↓

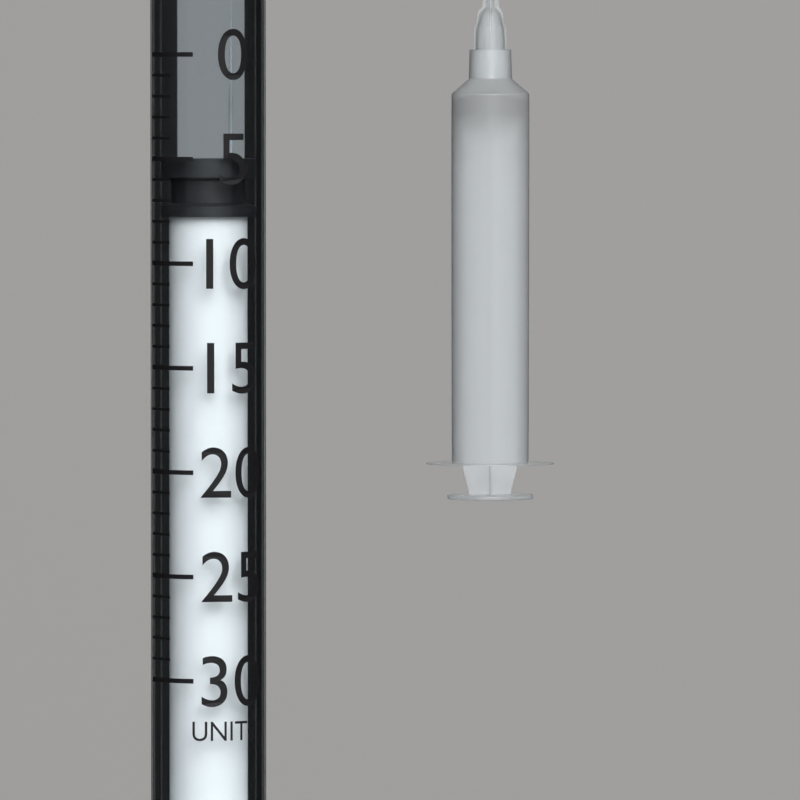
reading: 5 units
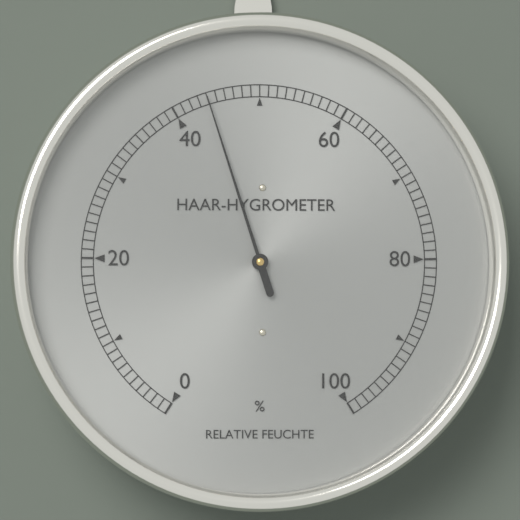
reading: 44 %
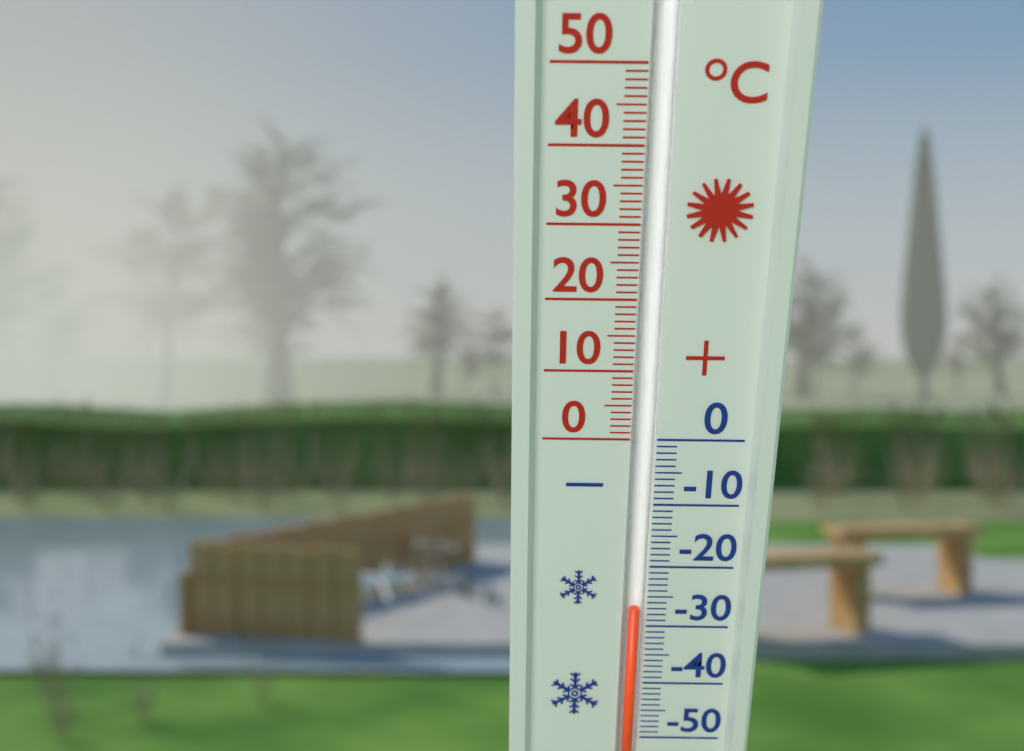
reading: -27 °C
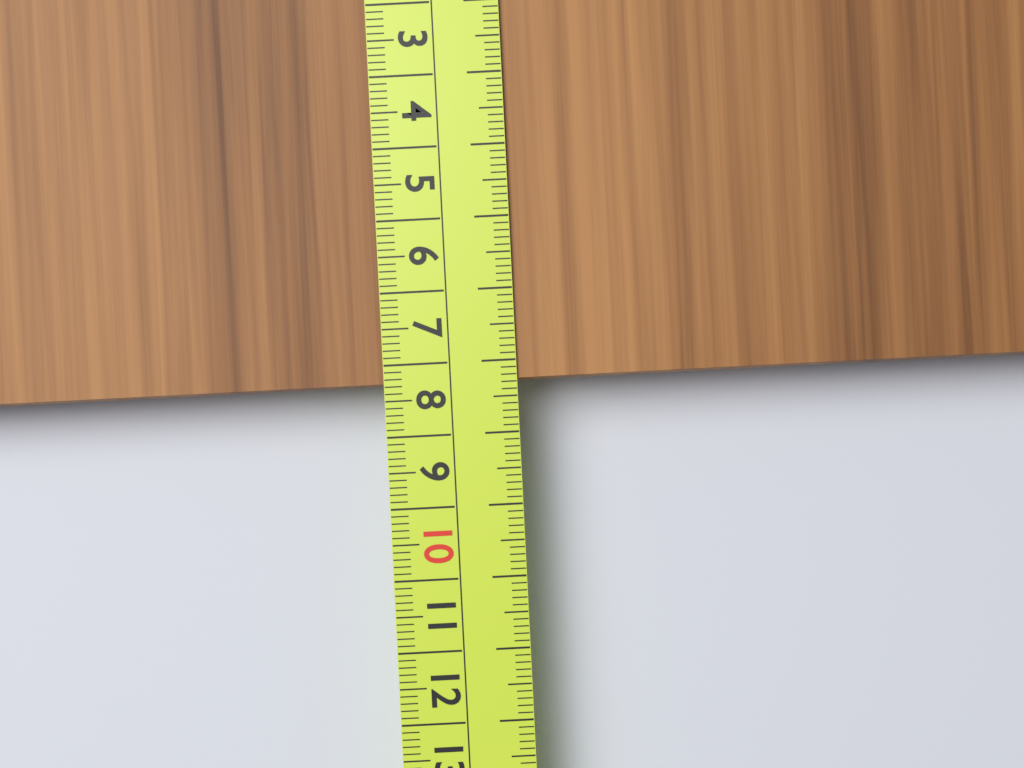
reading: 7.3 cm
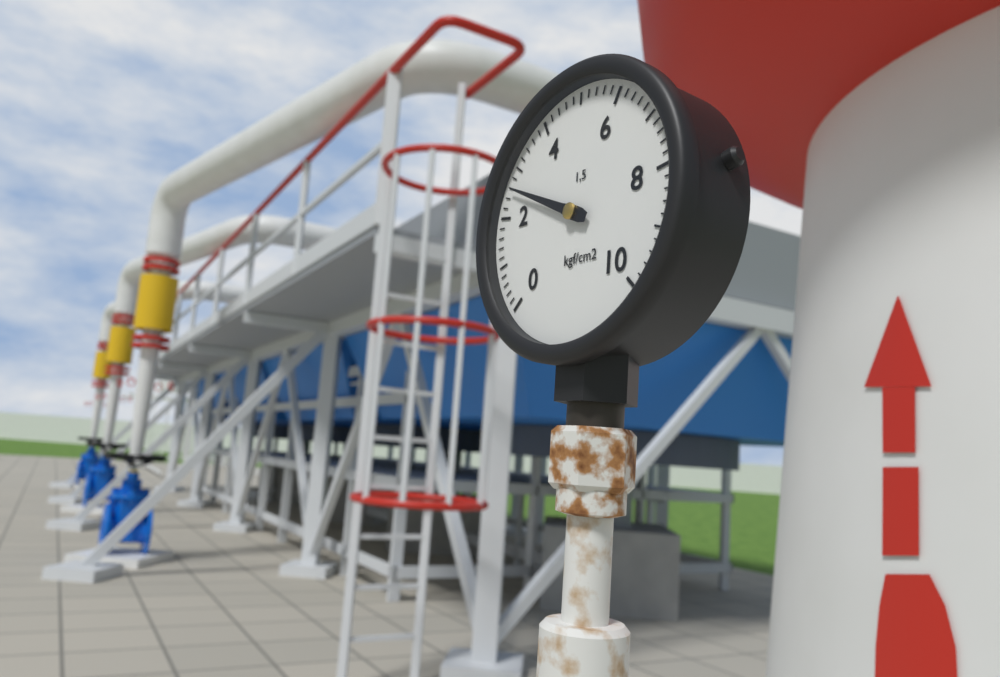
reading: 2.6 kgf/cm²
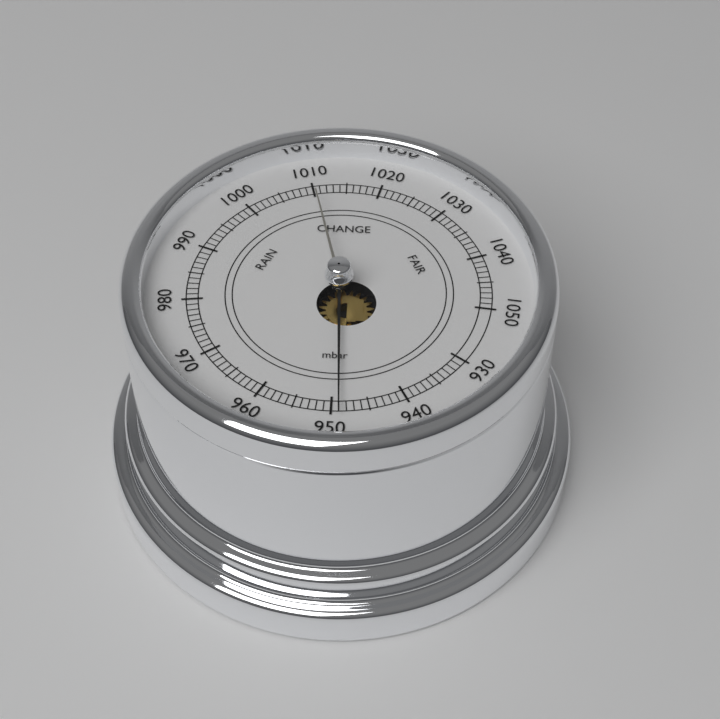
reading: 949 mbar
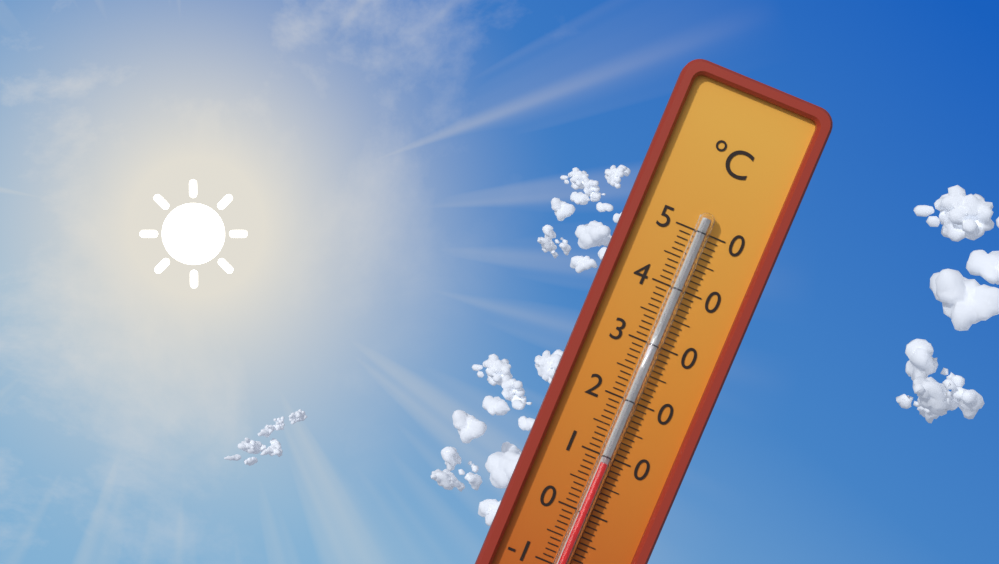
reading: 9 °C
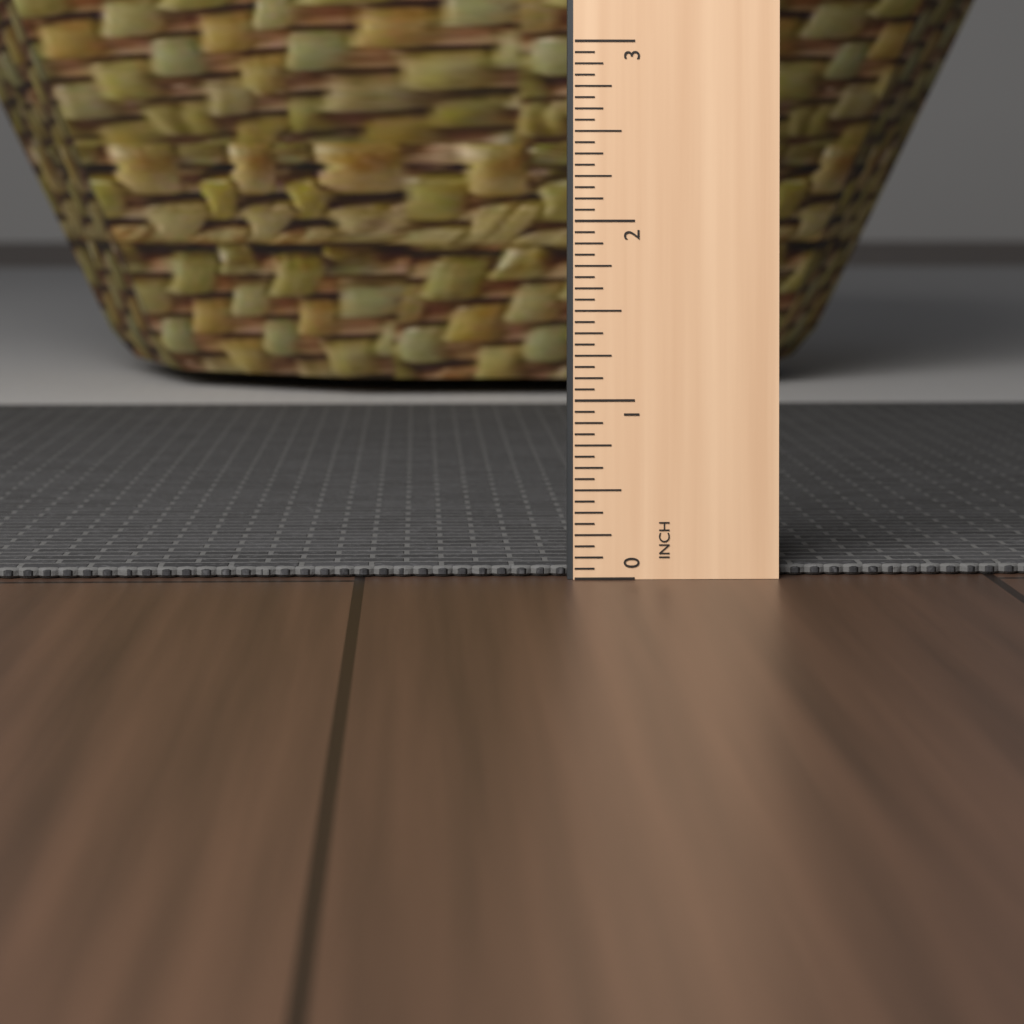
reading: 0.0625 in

↑

> Task directions: Give the records again exactly, pictures left out.

> Answer to the exercise:
reading: 5 units
reading: 44 %
reading: -27 °C
reading: 7.3 cm
reading: 2.6 kgf/cm²
reading: 949 mbar
reading: 9 °C
reading: 0.0625 in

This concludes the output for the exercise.